Imperialism and the antiwar movement
Excerpts from an article by Brian Becker, national organizer for the ANSWER Coalition, writing in issue #2 of Socialism and Liberation.

In the run-up to the 1991 Iraq War, the slogan of the main groups that now constitute United for Peace and Justice was “Sanctions not War.” Before and after the current massacre in Iraq, organizations like Win Without War and other mainstream peace groups insisted that economic sanctions and weapons inspections against Iraq “were working” and should have been continued as the “alternative” to war.

Thus, these mainstream “peace” groups wholeheartedly supported the policy of US intervention anyplace the US deemed fit.
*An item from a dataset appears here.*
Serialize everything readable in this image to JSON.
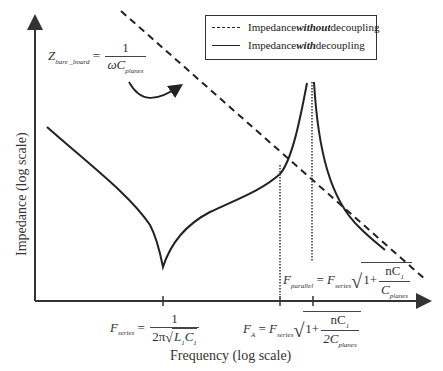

Leaders of Win Without War knew full well that economic sanctions meant mass murder for the children in Iraq and that UN weapons inspection left Iraq defenseless in the face of the 2003 U.S. and British military assault. David Cortright, formerly the leader of the peace organization SANE/Freeze and now a leader of Win Without War, writes in the July/August issue of Foreign Affairs, “The much-maligned UN-enforced sanctions regime actually worked. Contrary to what critics have said, we now know that containment helped destroy Saddam Hussein’s war machine and his capacity to produce weapons.”

The sanctions also killed 500,000 Iraqi children, a price Ambassabor Madeleine Albright said “was worth it.” Apparently Win Without War also thinks killing half a million children is ok, as long as there’s no actual war.

In the three weeks between the March 19, 2003, opening of Bush’s “shock and awe” invasion and the April 12, 2003, fall of Baghdad, thousands upon thousands of Iraqis fought to the death with small arms against a high-tech death machine. Cortright, the “peace” leader, seems to be downright proud about the advantages secured for the U.S. invading army due to the economic sanctions and UN weapons inspections that he championed for years.

A very strange view for a “peace” organizer to take. Destroying a country with sanctions then invading it is laudable and peaceful?

When the U.S. was attacked on its own soil on September 11, 2001, very few organizations were rushing into the streets to take a stand against the Bush administration’s immediate efforts to use the attack to unleash a long-planned war. In the days after the attack, the A.N.S.W.E.R. coalition was the only formation in the U.S. that called for mass demonstrations on September 29, 2001, against the government’s war moves.
That initiative was greeted at the time by either fear, or denounced or boycotted, by most of the “respectable” pacifist and social-democratic leaders and organizations not to mention a few who consider themselves revolutionaries and Marxists.
A.N.S.W.E.R.’s call to action was not a bland and politically innocuous call for peace. Rather, it directly focused on building opposition inside the United States to the Bush administration’s war drive.

The article uses as an example, the actions of wortldwide Socialist groups prior to WWI, all of whom opposed the coming war until the war got close. Then most caved in, and supported the war. A very few didn’t, among them Eugene Debs of the US, who went to prison for his views, and, incredibly. ran for President from his jail cell and got one million votes.